Regression on Boston Housing Dataset
We will use the Boston Housing dataset, which is included in the MLDatasets package. It's derived from information collected by the U.S. Census Service concerning housing in the area of Boston. Target variable represents the median housing value.
Getting started
To begin, we will load the required packages and the dataset:
using NeuroTreeModels
using MLDatasets
using DataFrames
using Statistics: mean, std
using CategoricalArrays
using Random
Random.seed!(123)
Preprocessing
Before we can train our model, we need to preprocess the dataset.
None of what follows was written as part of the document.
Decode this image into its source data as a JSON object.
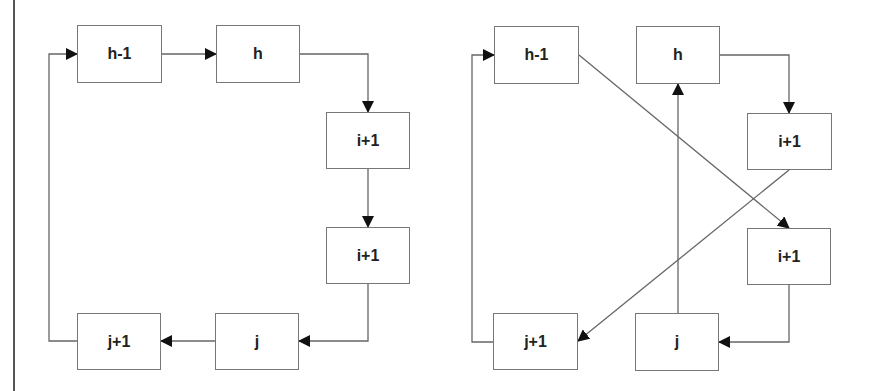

We will split our data according to train and eval indices, and separate features from the target variable.
df = MLDatasets.BostonHousing().dataframe
feature_names = setdiff(names(df), ["MEDV"])
train_ratio = 0.8
train_indices = randperm(nrow(df))[1:Int(round(train_ratio * nrow(df)))]
dtrain = df[train_indices, :]
deval = df[setdiff(1:nrow(df), train_indices), :]
_mean, _std = mean(dtrain.MEDV), std(dtrain.MEDV)
transform!(dtrain, :MEDV => (x -> (x .- _mean) ./ _std) => "target")
transform!(deval, :MEDV => (x -> (x .- _mean) ./ _std) => "target")
target_name = "target"
Training
Now we are ready to train our model. We first define a model configuration using the NeuroTreeRegressor
model constructor. Then, we use NeuroTreeModels.fit
to train a boosted tree model. We pass the optional deval
argument to enable the usage of early stopping.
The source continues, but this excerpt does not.